Jalen Brunson signed a four year, $156.5 million extension with the New York Knicks in July 2024 and left roughly $113 million on the table in the process. He could have waited until this summer and signed a five year, $269 million deal instead. Instead, he locked in early and took a hit so the franchise could pay the people around him and chase a title. Ten months later, Brunson is the Finals MVP and a champion, and that decision looks like the smartest money move any star has made in recent memory.
The math is stark. By signing now instead of waiting, Brunson gave up the ability to make an additional $113 million in guaranteed money. That is real money. That is generational wealth that he handed to the franchise. To put it in perspective, he has only made around $60 million in his entire career to this point. He was betting his own future earnings against a vision of what the Knicks could be if they had the cap flexibility to keep their core intact through the contention window.
That core was specific. Brunson, his Villanova teammate Josh Hart, and Mikal Bridges, who was acquired in the summer of 2024 and also a Nova alum, were the centerpiece. The Knicks needed salary cap space to sign and keep all three, and Brunson’s discount was the key to making it work. Other pieces like OG Anunoby fit around them because Brunson did not demand every last dollar the market would bear. It was a choice, cold and calculated, to prioritize the roster over his own wallet.
What makes this different from other discount deals is the how Brunson framed it publicly. He did not come out and say he was taking a pay cut because he believed in the team or because he loved New York. He said, according to reporting, that a lot can happen in a year and he wanted to win. That is not altruism. That is a man who understood that the championship is what matters, and that the only way to win one with him leading the team was to make sure Mikal Bridges and OG Anunoby and Josh Hart could all be here together when the moment came.
He was not wrong. The team that took the court this season was built on the cap flexibility his discount created. The Knicks signed Bridges, re-signed Anunoby, kept Hart, and assembled a roster that went 13 straight playoff games without a loss on the way to the Finals. That streak, that dominance, only happens because those guys are around each other. And those guys are around each other because Brunson took less money in July 2024.
There is also a clever back-end to this story that deserves credit. Brunson’s extension includes a player option in the fourth year, which means he can opt out in 2028 and hit unrestricted free agency. By that point, he will be at the ten year mark of his career, making him eligible for a five year, $417.8 million contract. If the salary cap keeps exploding the way it has, that deal could be the single largest contract in NBA history. So Brunson did not sacrifice his long term security. He deferred it. He pushed his big payday forward and made sure the team could win right now.
Josh Hart called him the GOAT and said the Knicks should build him a statue. That was not hyperbole. In an era where stars have learned to leverage the system to get every last dollar, where player empowerment and salary maximization have become the default mode, Brunson chose differently. He saw the championship. He saw the three Villanova guys keeping faith in each other. He saw what happens if all the right pieces stay in the same place at the same time. And he bet his money on it.
Now he is a Finals MVP and a ring holder. Now that $113 million looks like nothing compared to what he won. Now every conversation about championship windows and star power and how to build rosters will point back to Jalen Brunson and say, this is what it looks like when someone prioritizes the goal over the check. This is what it looks like when a franchise player has vision beyond his own wallet.
The bigger picture Brunson saw was always achievable. It took a young second round pick who became an All Star to give up nine figures in guaranteed money to make sure it happened. That is the kind of decision that turns a guy into a legend in a city like New York, and that is a decision he will never regret now that the trophy is in his hands.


• TASK REQUIREMENTS
What you return should be the lines from the one with "The width and height of the screenshot is (913, 453)." through the one with "The width and height of the screenshot is (1136, 824)." in the data below, reproduced exactly with both ends, and no pictures at all.

• DATA EXTRACTS
- Opening Delimiter -
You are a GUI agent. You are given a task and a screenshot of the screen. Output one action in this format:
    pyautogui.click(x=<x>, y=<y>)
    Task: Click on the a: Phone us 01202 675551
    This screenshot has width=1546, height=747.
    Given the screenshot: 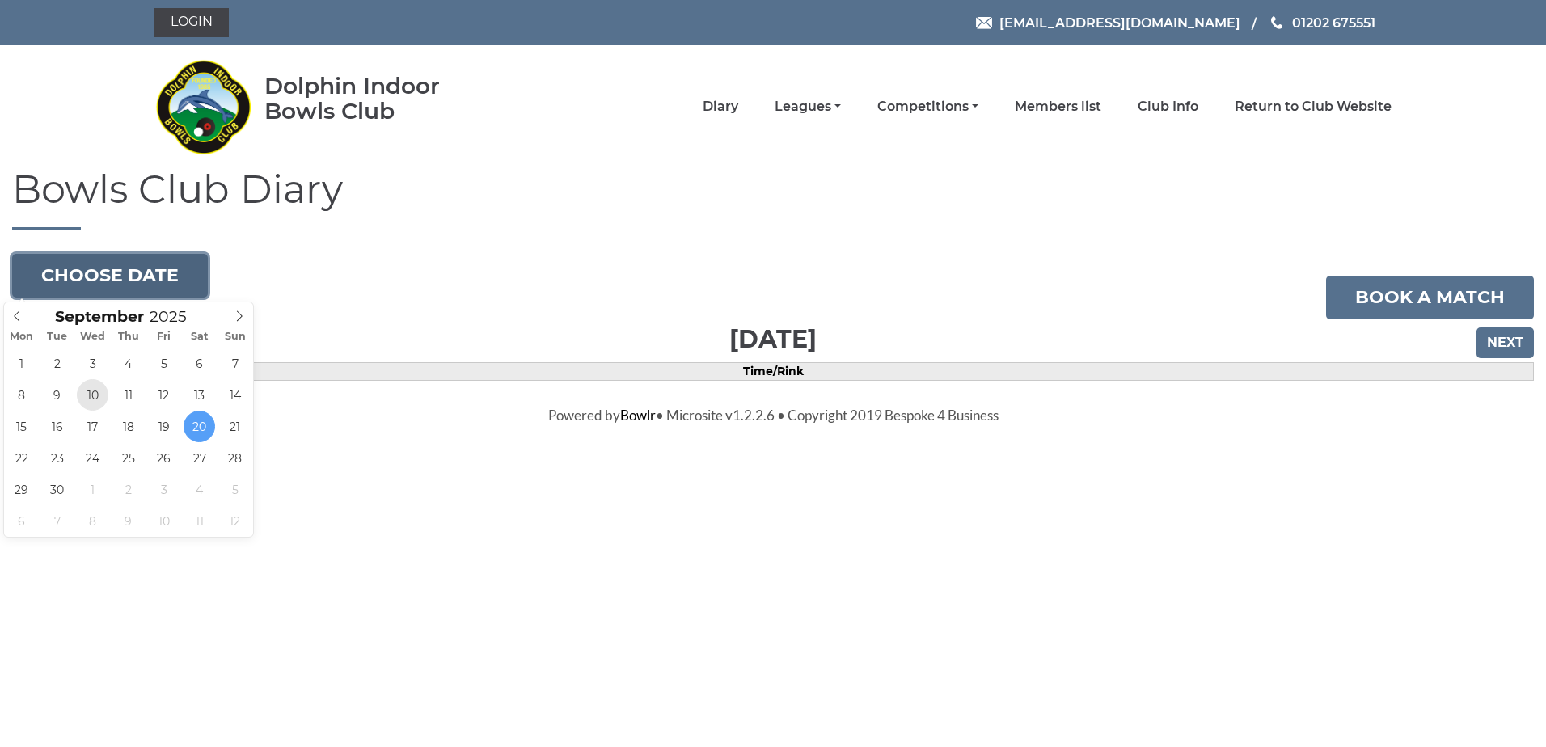 What is the action you would take?
    pyautogui.click(x=1322, y=23)
    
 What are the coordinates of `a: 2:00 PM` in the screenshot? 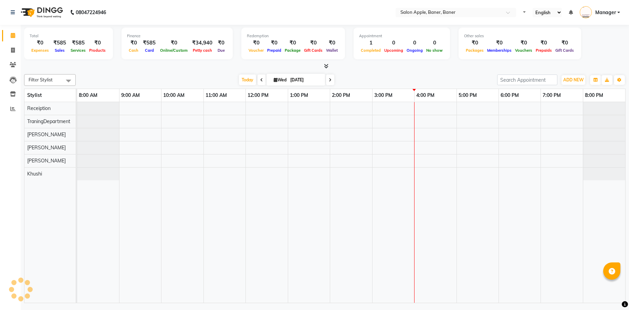 It's located at (341, 95).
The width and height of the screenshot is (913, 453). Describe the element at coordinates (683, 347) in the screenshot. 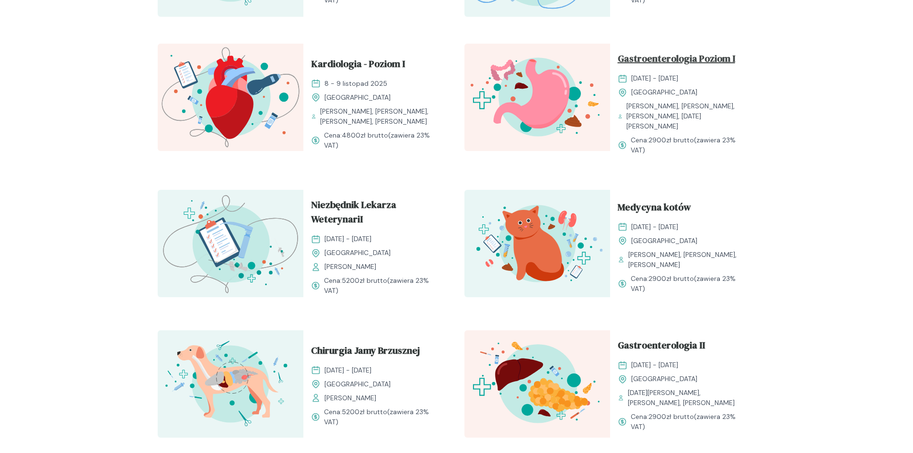

I see `a: Gastroenterologia II` at that location.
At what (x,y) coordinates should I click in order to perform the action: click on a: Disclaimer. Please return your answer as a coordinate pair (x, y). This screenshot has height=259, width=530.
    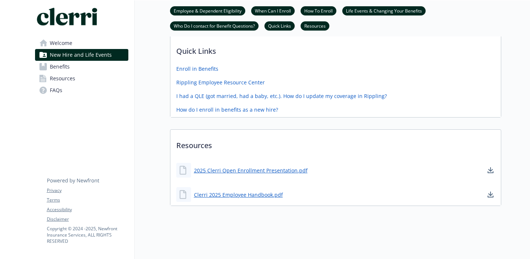
    Looking at the image, I should click on (87, 219).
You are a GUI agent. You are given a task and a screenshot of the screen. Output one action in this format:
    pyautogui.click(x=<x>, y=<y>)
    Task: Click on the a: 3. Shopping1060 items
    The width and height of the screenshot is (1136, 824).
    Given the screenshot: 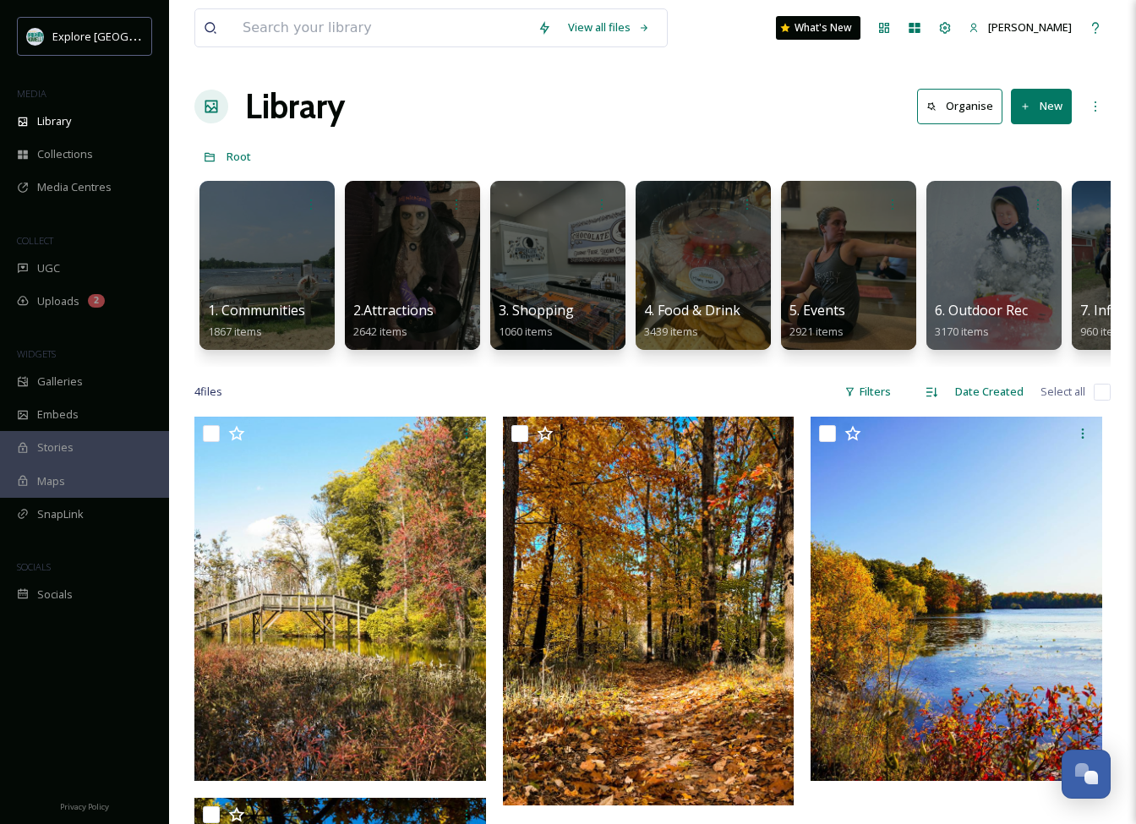 What is the action you would take?
    pyautogui.click(x=536, y=320)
- Closing Delimiter -
• SOLVED EXERCISE
The width and height of the screenshot is (913, 453). Describe the element at coordinates (683, 347) in the screenshot. 

I see `a: Gastroenterologia II` at that location.
At what (x,y) coordinates should I click in order to perform the action: click on a: Disclaimer. Please return your answer as a coordinate pair (x, y). This screenshot has height=259, width=530.
    Looking at the image, I should click on (87, 219).
You are a GUI agent. You are given a task and a screenshot of the screen. Output one action in this format:
    pyautogui.click(x=<x>, y=<y>)
    Task: Click on the a: 3. Shopping1060 items
    The width and height of the screenshot is (1136, 824).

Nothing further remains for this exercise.